The regulation also requires every ship of 12 metres or more in length to display placards notifying passengers and crew of the disposal requirements of the regulation; the placards should be in the official language of the ship's flag State and also in English or French for ships travelling to other States' ports or offshore terminals.
Despite the entry into force of Annex V in 1988, even recent surveys carried out in the United States each year have produced up to 10 tons of garbage per mile of coastline, a record that can probably be matched in many other parts of the world.
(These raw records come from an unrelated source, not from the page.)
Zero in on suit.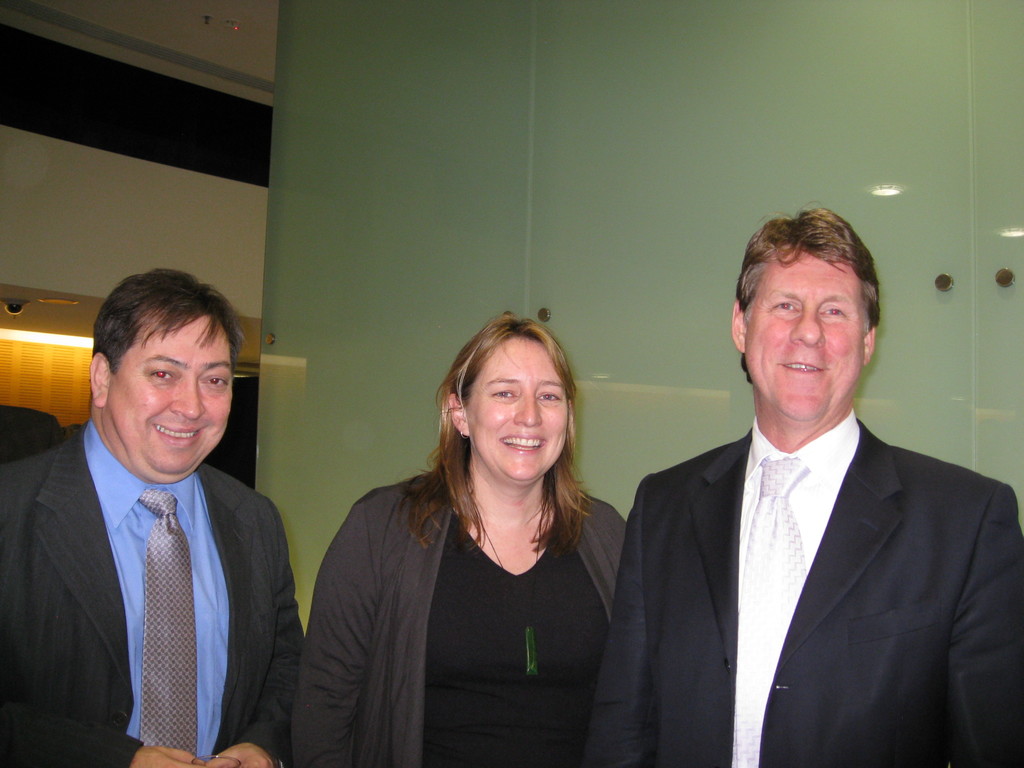
Zeroed in: [x1=587, y1=404, x2=1023, y2=767].
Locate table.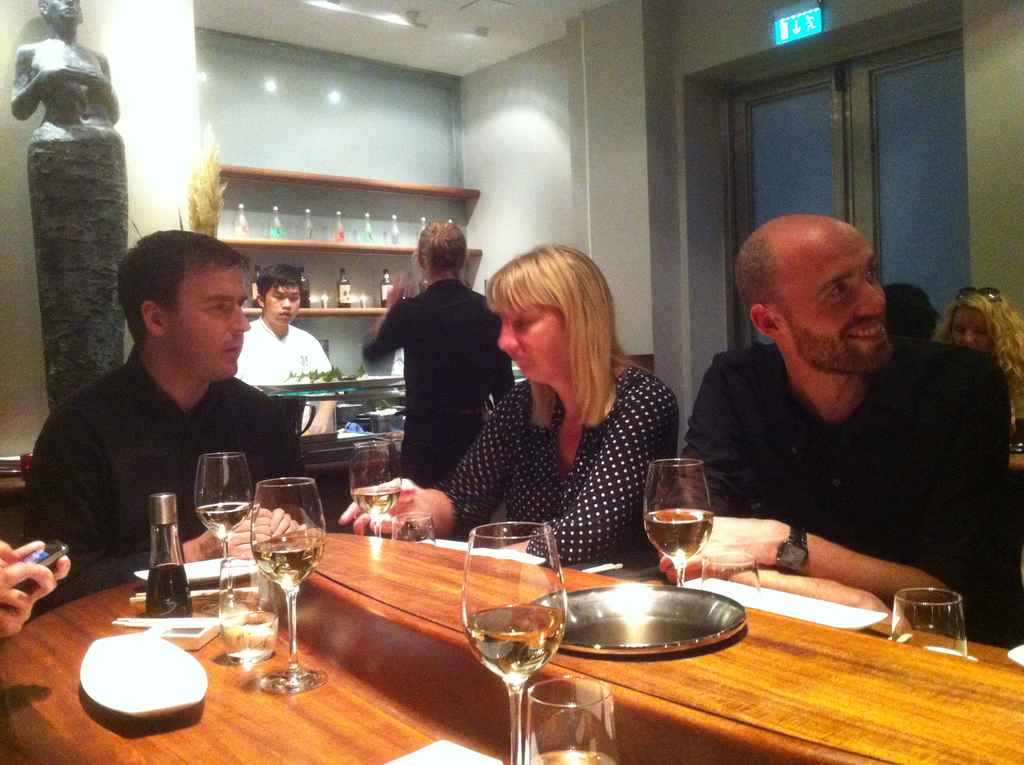
Bounding box: <region>0, 527, 1023, 764</region>.
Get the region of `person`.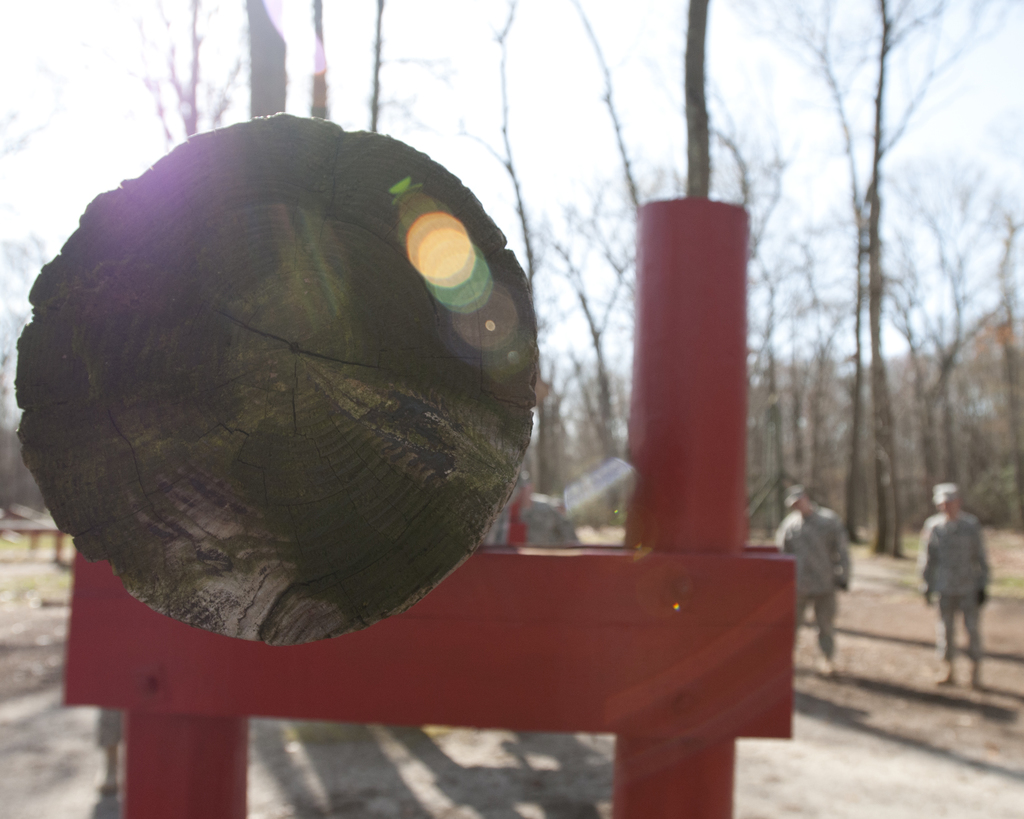
select_region(770, 484, 856, 672).
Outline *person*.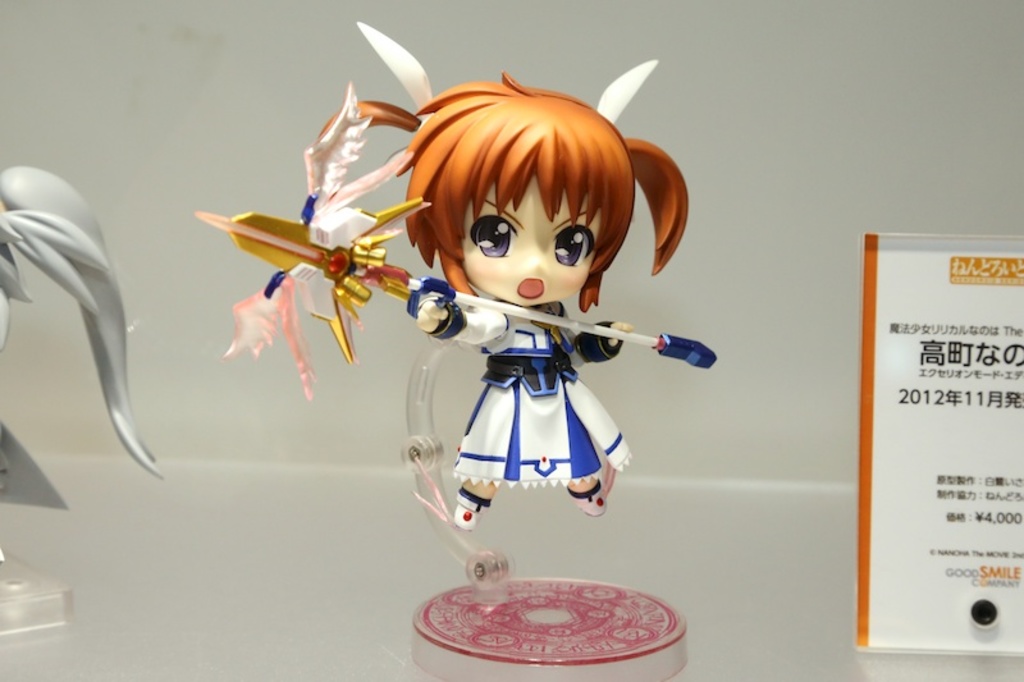
Outline: [314,22,694,537].
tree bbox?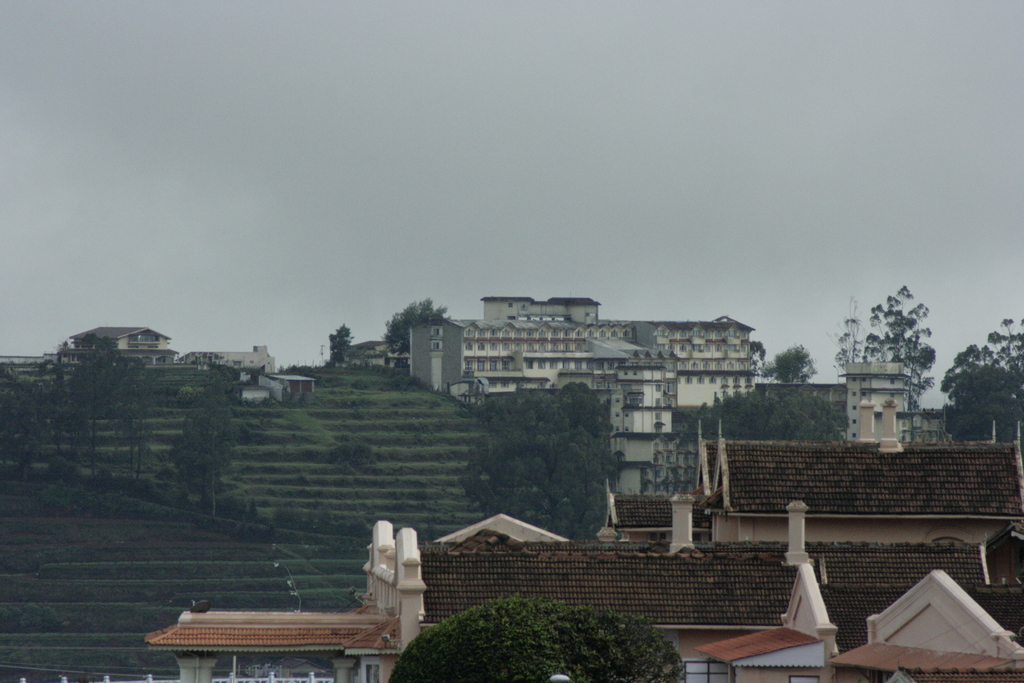
385/586/580/682
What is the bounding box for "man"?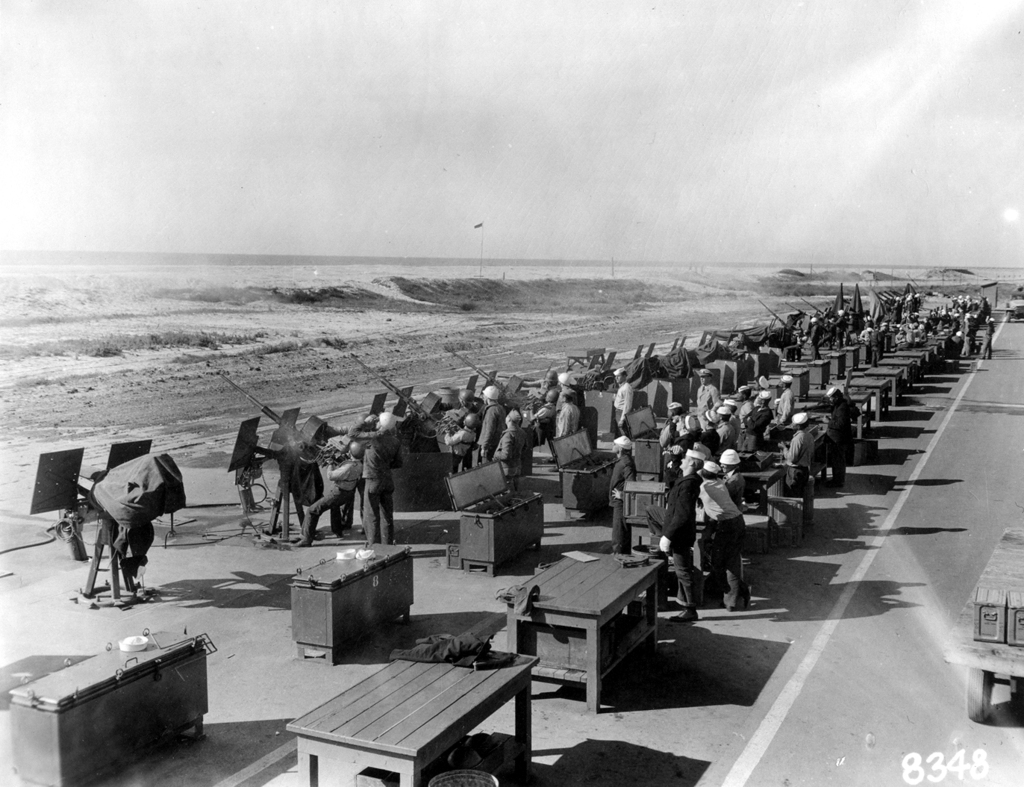
bbox=[552, 387, 579, 498].
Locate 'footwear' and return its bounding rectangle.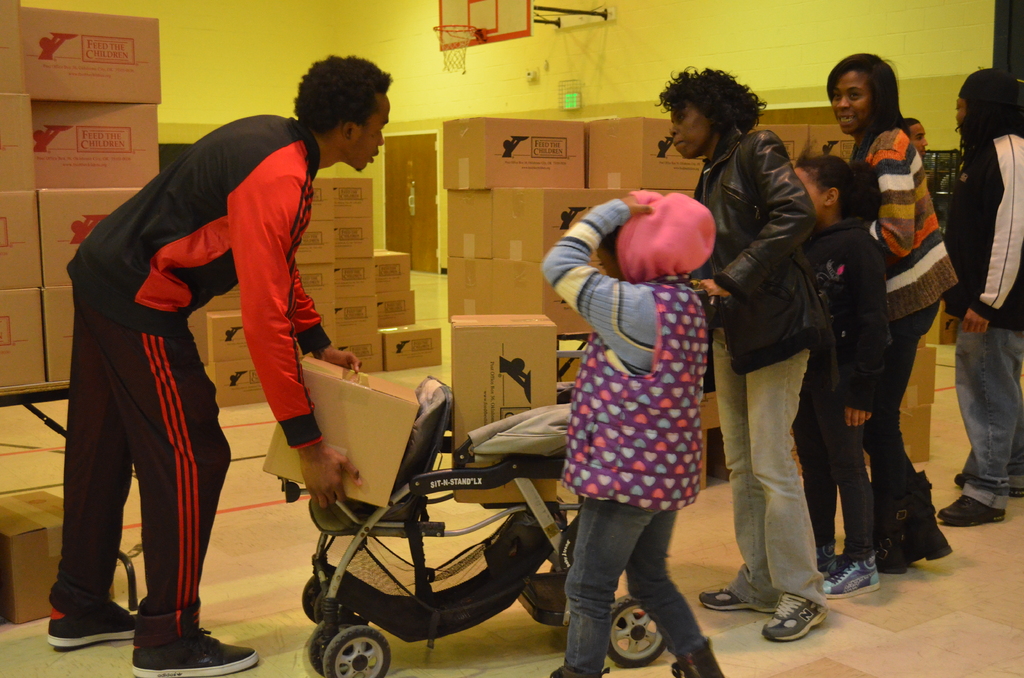
region(42, 604, 141, 651).
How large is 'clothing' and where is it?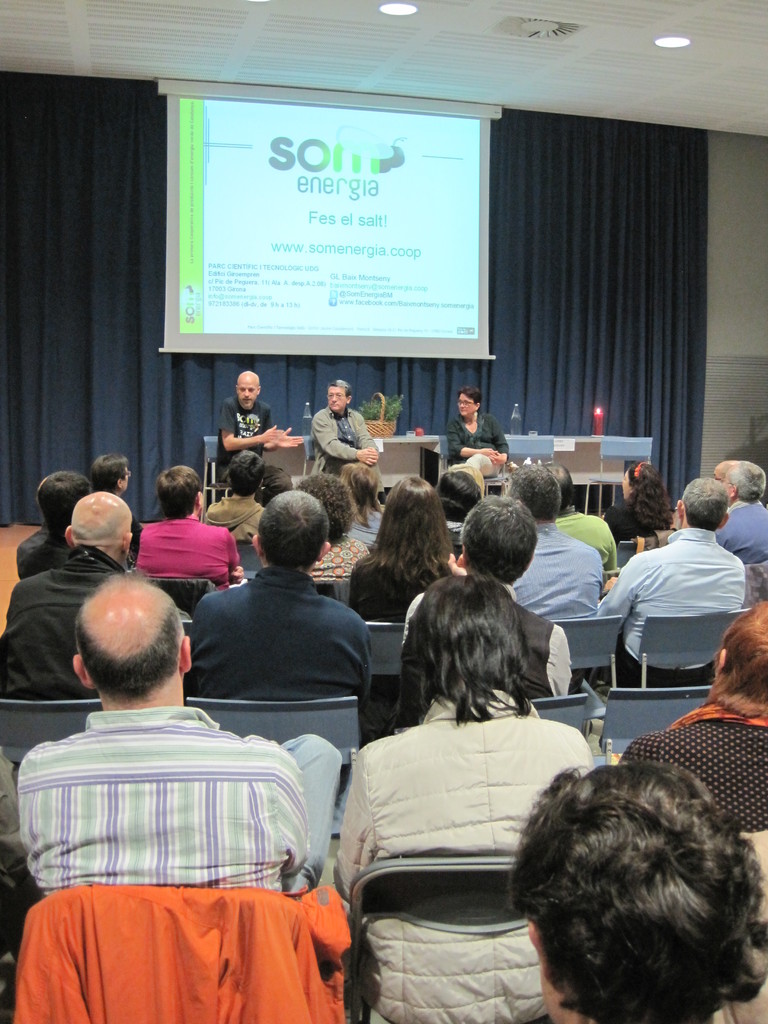
Bounding box: bbox=(3, 547, 109, 697).
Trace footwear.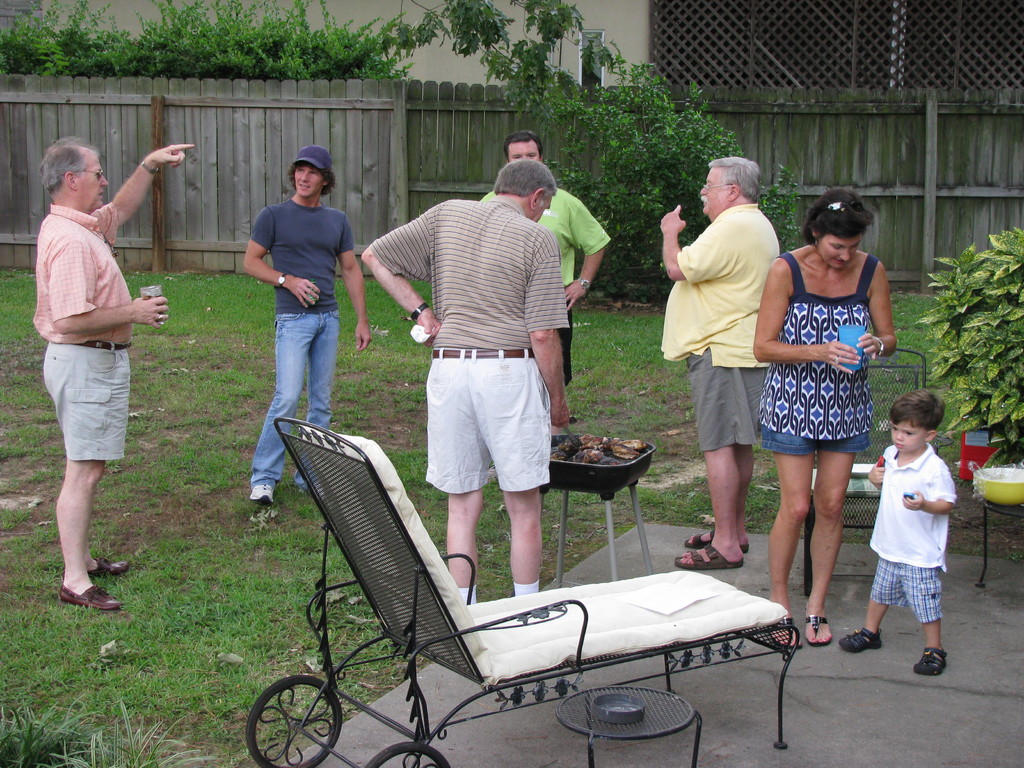
Traced to {"x1": 92, "y1": 563, "x2": 131, "y2": 573}.
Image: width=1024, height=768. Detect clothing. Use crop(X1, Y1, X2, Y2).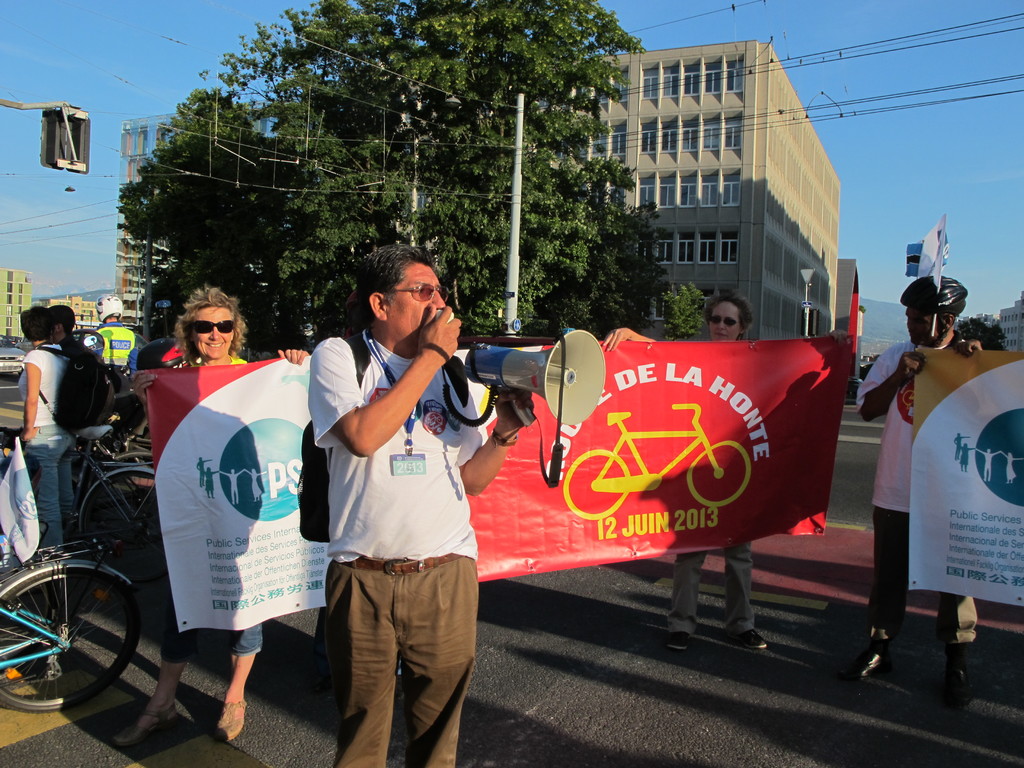
crop(664, 539, 755, 639).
Plastic forms the biggest single item found.
Persuading people not to use the oceans as a rubbish tip is a matter of education - the old idea that the sea can cope with anything still prevails to some extent but it also involves much more vigorous enforcement of regulations such as Annex V.
Shipboard incinerators
The Marine Environment Protection Committee 40th Session on 25 September 1997 adopted a Standard Specification for Shipboard Incinerators (see resolution MEPC.76(40)). The specification covers the design, manufacture, performance, operation and testing of incinerators designed to incinerate garbage and other shipboard waste.
Cargo hold washing water
MEPC 59, having considered the problems associated with the disposal of cargo hold washing water from bulk carriers in accordance with the current requirements of MARPOL Annex V, and recognizing that the problem is addressed in the review of MARPOL Annex V (see below), agreed to issue
MEPC.1/Circ.675/Rev.1, addressing this matter in the interim period up to the entry into force of the amendments to Annex V.
Review of Annex V
The Marine Environment Protection Committee (MEPC) at its 55th session in October 2006 established an intersessional correspondence group to develop the framework, method of work and timetable for a comprehensive review of MARPOL Annex V Regulations for the Prevention of Pollution by Garbage from Ships and the associated Revised Guidelines for the Implementation of MARPOL Annex V. The review took into account resolution 60/30 of the UN General Assembly, which had invited IMO to review MARPOL Annex V, in consultation with relevant organizations and bodies, and to assess its effectiveness in addressing sea-based sources of marine debris.
The Correspondence Group for the Review of MARPOL Annex V completed its work and reported in the autumn of 2010 to the sixty-first session of MEPC who considered and approved the amendments. MEPC at its sixty-second session in July 2011 adopted the amendments to Annex V by resolution MEPC.201(62), which entered into force on 1 January 2013. The revised Annex V prohibits the discharge of all garbage into the sea, except as provided otherwise. An overview of the revised MARPOL Annex V discharge provisions can be accessed here.
MEPC 61, having noted the need for amendments to associated guidelines, also established the intersessional Correspondence Group on Reviewing the Guidelines for the Implementation of MARPOL Annex V and the Guidelines for the Development of Garbage Management Plans. The correspondence group finalized its work at MEPC 63 and the Committee adopted the two guidelines
by resolution MEPC.219(63) and resolution MEPC.220(63).